English
 
Help Privacy Policy Disclaimer
  Advanced SearchBrowse

Item

ITEM ACTIONSEXPORT

Released

Conference Paper

Balancing Safety and Exploitability in Opponent Modeling

MPS-Authors
/persons/resource/persons84300

Wang,  Z
Dept. Empirical Inference, Max Planck Institute for Intelligent Systems, Max Planck Society;

/persons/resource/persons83823

Boularias,  A
Dept. Empirical Inference, Max Planck Institute for Intelligent Systems, Max Planck Society;

/persons/resource/persons84097

Mülling,  K
Dept. Empirical Inference, Max Planck Institute for Intelligent Systems, Max Planck Society;

/persons/resource/persons84135

Peters,  J
Dept. Empirical Inference, Max Planck Institute for Intelligent Systems, Max Planck Society;

External Resource
Fulltext (restricted access)
There are currently no full texts shared for your IP range.
Fulltext (public)
There are no public fulltexts stored in PuRe
Supplementary Material (public)
There is no public supplementary material available
Citation

Wang, Z., Boularias, A., Mülling, K., & Peters, J. (2011). Balancing Safety and Exploitability in Opponent Modeling. In Twenty-Fifth AAAI Conference on Artificial Intelligence (pp. 1515-1520). Menlo Park, CA, USA: AAAI Press.

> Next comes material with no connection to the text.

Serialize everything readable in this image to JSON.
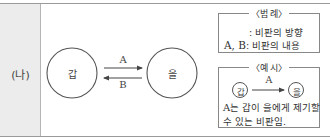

Cite as: https://hdl.handle.net/11858/00-001M-0000-0013-BAD0-D
Abstract
Opponent modeling is a critical mechanism in repeated games. It allows a player to adapt its strategy in order to better respond to the presumed preferences of his opponents. We introduce a new modeling technique that adaptively balances exploitability and risk reduction. An opponent’s strategy is modeled with a set of possible strategies that contain the actual strategy with a high probability. The algorithm is safe as the expected payoff is above the minimax payoff with a high probability, and can exploit the opponents’ preferences when sufficient observations have been obtained. We apply them to normal-form games and stochastic games with a finite number of stages. The performance of the proposed approach is first demonstrated on repeated rock-paper-scissors games. Subsequently, the approach is evaluated in a human-robot table-tennis setting where the robot player learns to prepare to return a served ball. By modeling the human players, the robot chooses a forehand, backhand or middle preparation pose before they serve. The learned strategies can exploit the opponent’s preferences, leading to a higher rate of successful returns.